When women are in leadership roles with the authority to hire, this has positive benefits for the entire organization. Not only does it show a commitment to empowering women and raising them up through the glass ceiling, but it directly influences diversity across the board.
The World Economic Forum shared data drawn from LinkedIn over a decade ago using the software industry as a lens. In 2007, around 10% of partners and chief officers in those companies were women. When looking at associate-level hires, fewer than one-quarter were women. In the following ten years, the number of women in leadership roles at tech companies jumped to 14%, and the associate level representation went up to 30%.
Do Women Hire More Women?
As the numbers above show, women are likely to hire more women, but it doesn’t stop there. Women, who often have a difficult time shattering the glass ceiling on their own, tend to focus on diversity at large, seeing other opportunities for the company to branch out and include a broader range of employee perspectives. That’s good news for all marginalized groups.
Women tend to be somewhat more averse to risk when hiring others, meaning they bring a very strategic and focused effort to the table. Women’s hiring decisions are often scrutinized more closely, too, and women know this.
Pipeline Problems
One of the reasons it’s so hard to find women at the top ranks of many fields is because some fields don’t have gender diversity at any level, meaning there are fewer women to promote. Most companies don’t set out to do this purposely, but unconscious bias means that women are just not hired or promoted in the same numbers or at the same speed as their male counterparts.
Companies with gender diversity in leadership fare much better than their competitors. Just how does that benefit them? In a few ways:
- They make better business decisions 73% of the time
- They have 45% higher earnings per share
- They have a 48% higher operating margin
- They have a 42% higher return on sales
So now that we know the problem, how do we fix it? It’s clear the same old approach just isn’t lifting up diverse candidates often enough. It starts with giving women and diverse candidates access to the same kinds of tools that have been built in for men for years.
That looks like:
- Providing mentorship and internship opportunities that target women and diverse candidates to introduce them to new fields, companies, and opportunities. Pair these women interns and mentees with women in leadership.
- Executive sponsorship programs
- Succession planning that takes women into account when senior leaders are making their plans to step down
- Providing networking opportunities across departments or in local communities with women who can help lift one another up or serve as support systems for one another
- Setting specific diversity goals in the workplace from recruitment to final hires
- Offering flexible work schedules and childcare benefits to make a workplace an appealing place for women
- Remove words from your job descriptions that are proven to discourage women. OnGig offers a Text Analyzer to help check the language.
- Recruit internally for leadership roles by looking at women
To fix the pipeline issue, companies must all make internal mandates and goals around the process of evaluating their progress. Women who don’t see women in leadership, being promoted, or getting training opportunities might decline a job opportunity with a company for those reasons alone. It’s not enough to say “we’re working on it” or “we care about diversity.”
If you’re not sure where to start, look at the numbers. Look at the executives, leadership roles, pay, and promotion rates. Where does your company have room for improvement? What programs or initiatives can you implement to strive for better targets and performance across these categories?
Specificity is key for achieving better gender diversity for companies; set goals and hold yourself accountable to them as a team.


• Exercise directions: The material below has pictures in it. Set down only the lines from the line containing "aim at human face." through the line containing "get the region of <element>car</element>.", word for word, and leave the pictures behind.

• Exercise input:

◇ ◇ ◇ ◇ ◇ ◇ ◇

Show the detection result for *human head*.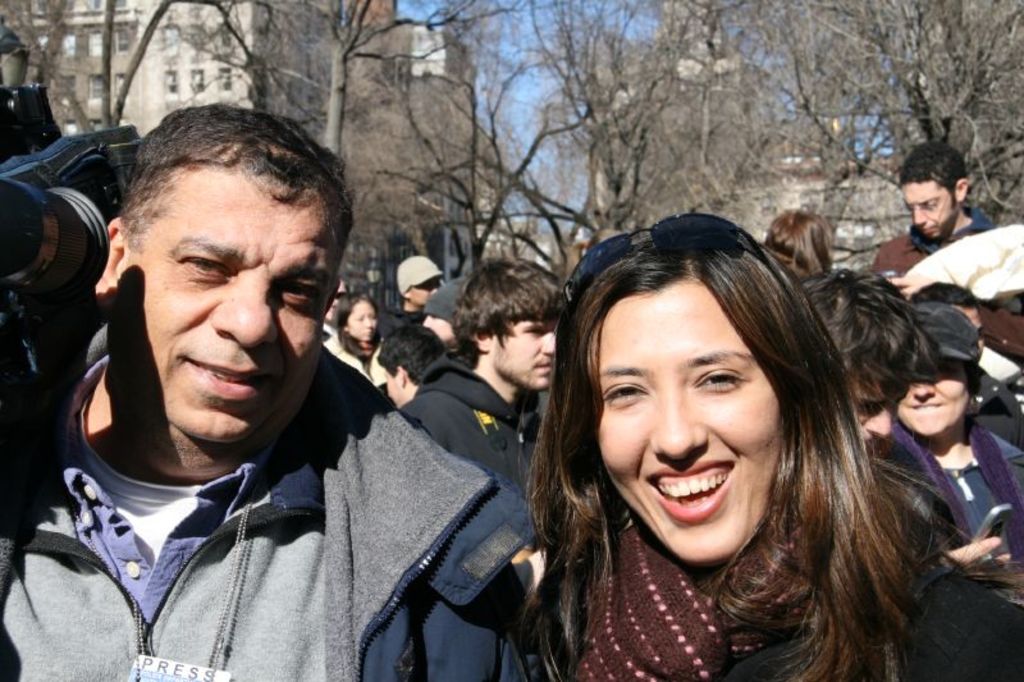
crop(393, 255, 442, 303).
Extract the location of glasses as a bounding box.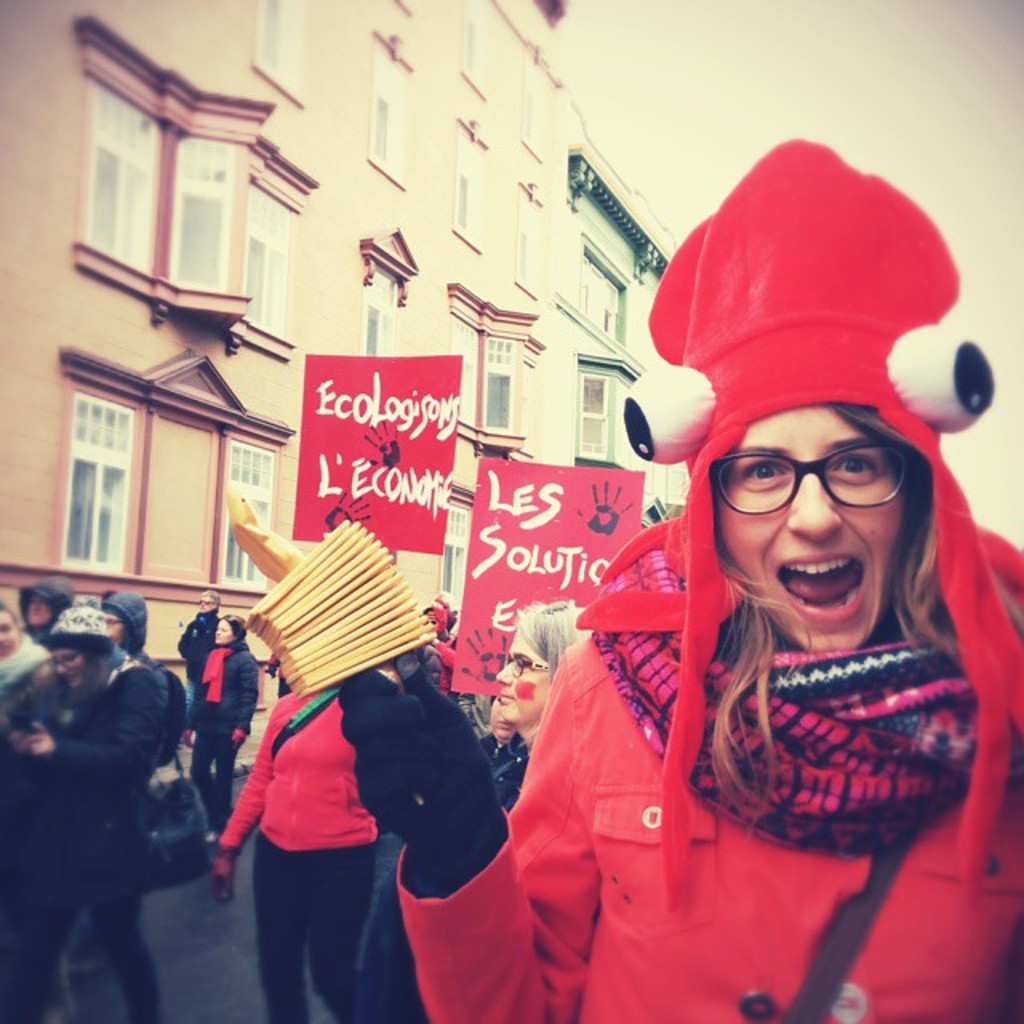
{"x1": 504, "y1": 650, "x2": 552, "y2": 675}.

◇ ◇ ◇ ◇ ◇ ◇ ◇

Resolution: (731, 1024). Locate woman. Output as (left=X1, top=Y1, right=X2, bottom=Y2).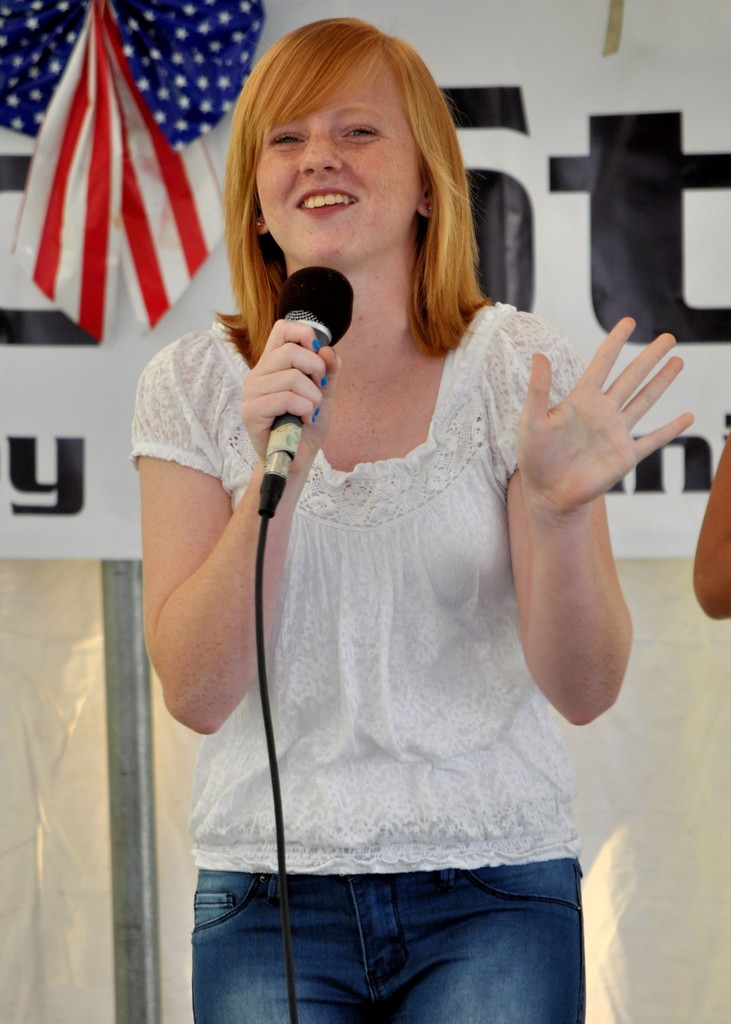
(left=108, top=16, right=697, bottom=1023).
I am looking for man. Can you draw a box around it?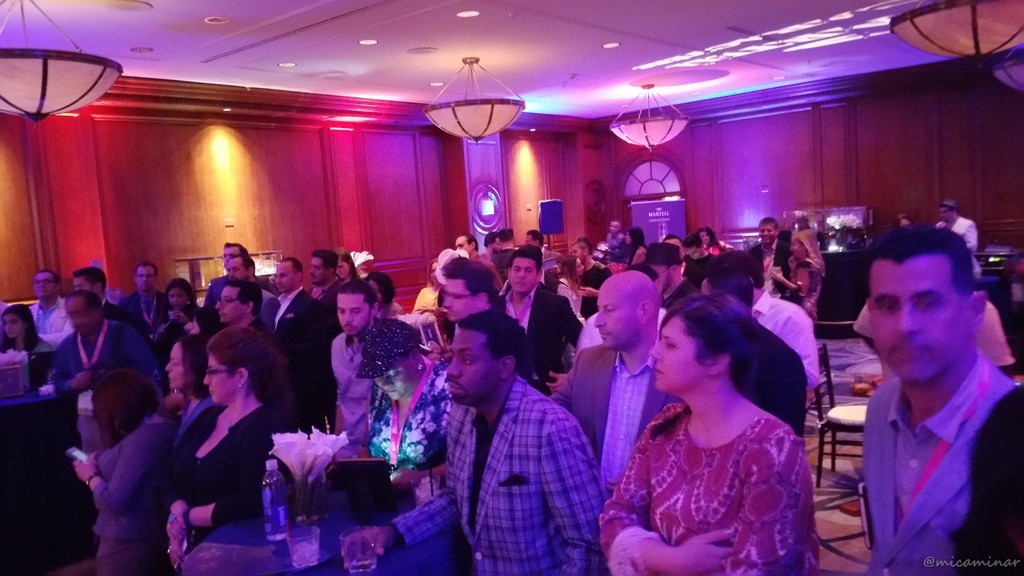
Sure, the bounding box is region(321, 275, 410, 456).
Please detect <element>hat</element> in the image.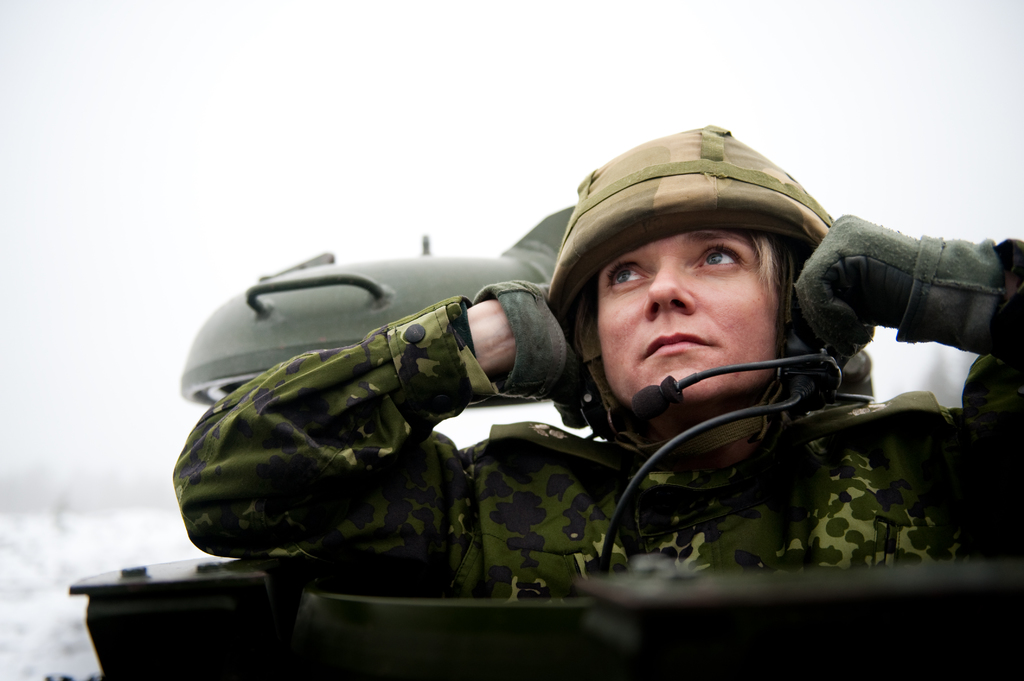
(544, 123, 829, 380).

◇ ◇ ◇ ◇ ◇ ◇ ◇

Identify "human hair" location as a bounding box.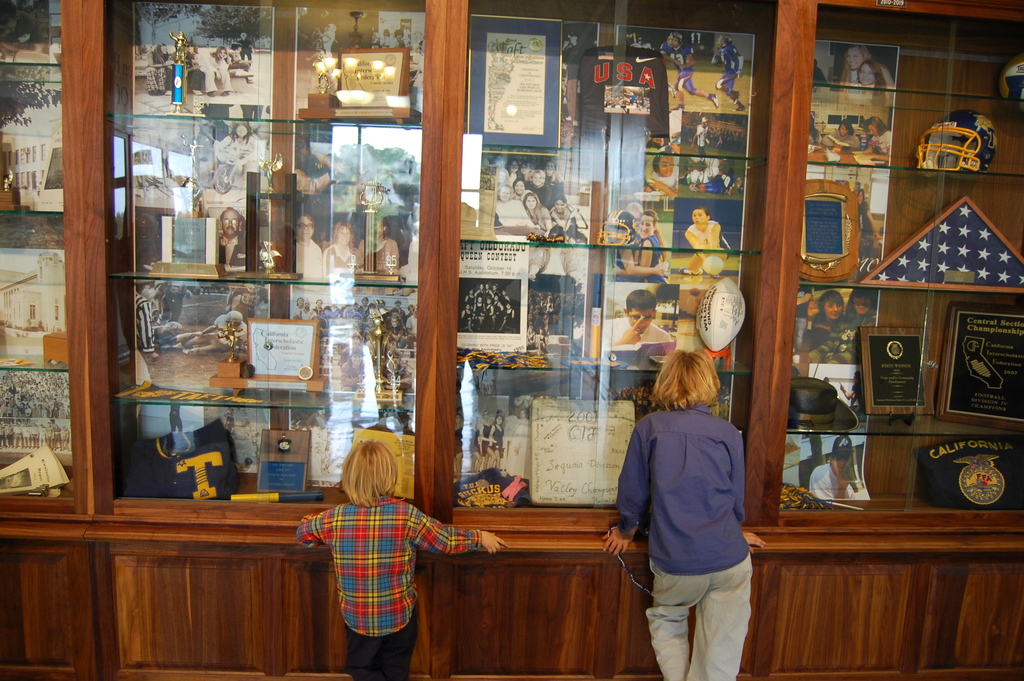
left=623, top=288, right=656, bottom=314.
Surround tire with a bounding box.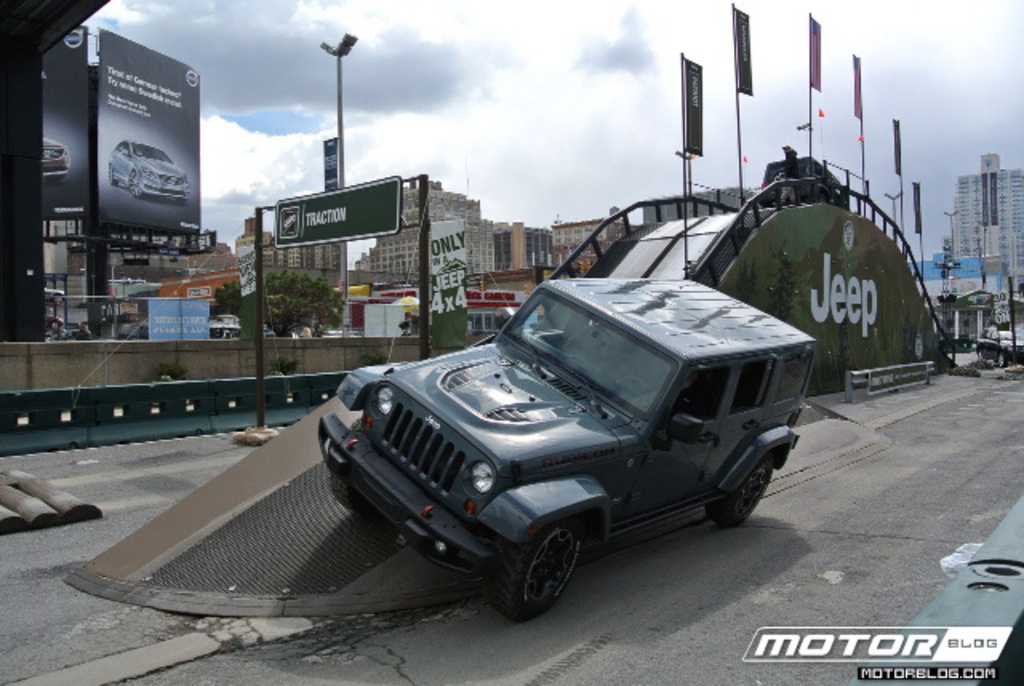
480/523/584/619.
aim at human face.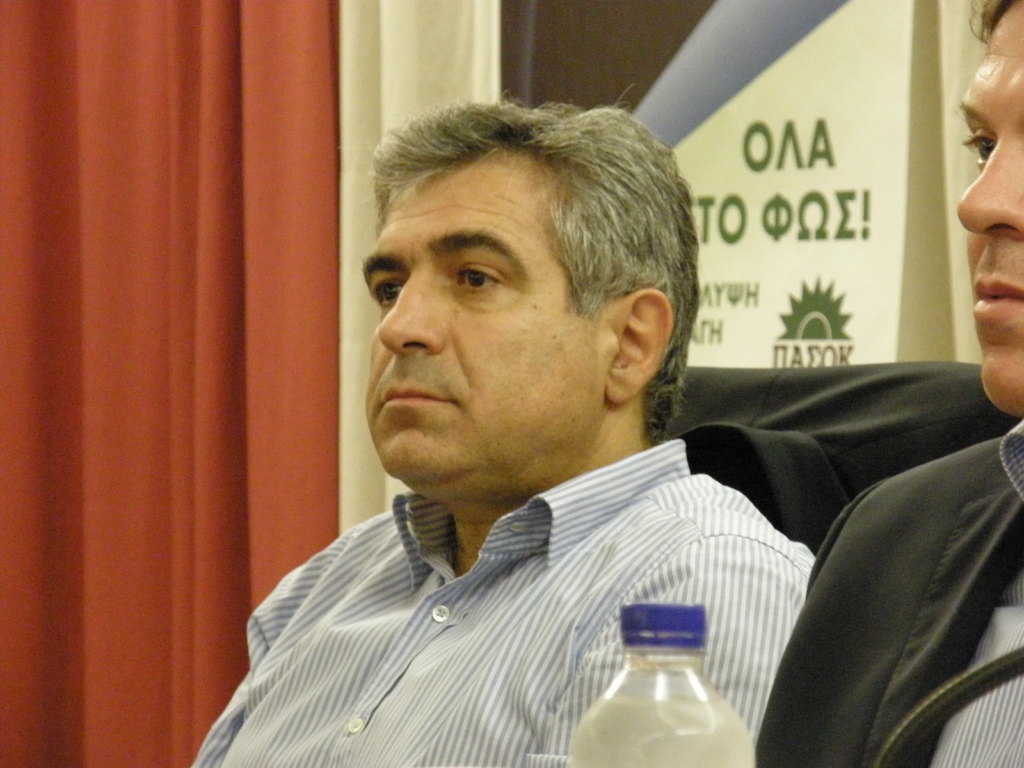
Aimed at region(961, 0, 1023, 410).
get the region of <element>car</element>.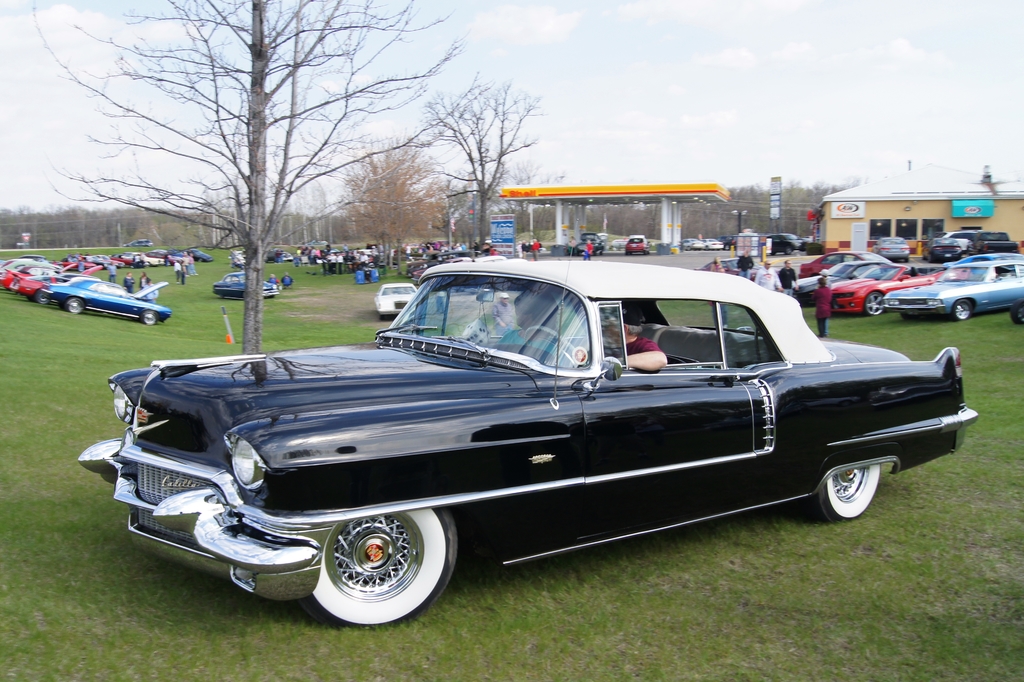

◇ ◇ ◇ ◇ ◇ ◇ ◇

• Completed task:
aim at human face.
Aimed at region(961, 0, 1023, 410).
get the region of <element>car</element>.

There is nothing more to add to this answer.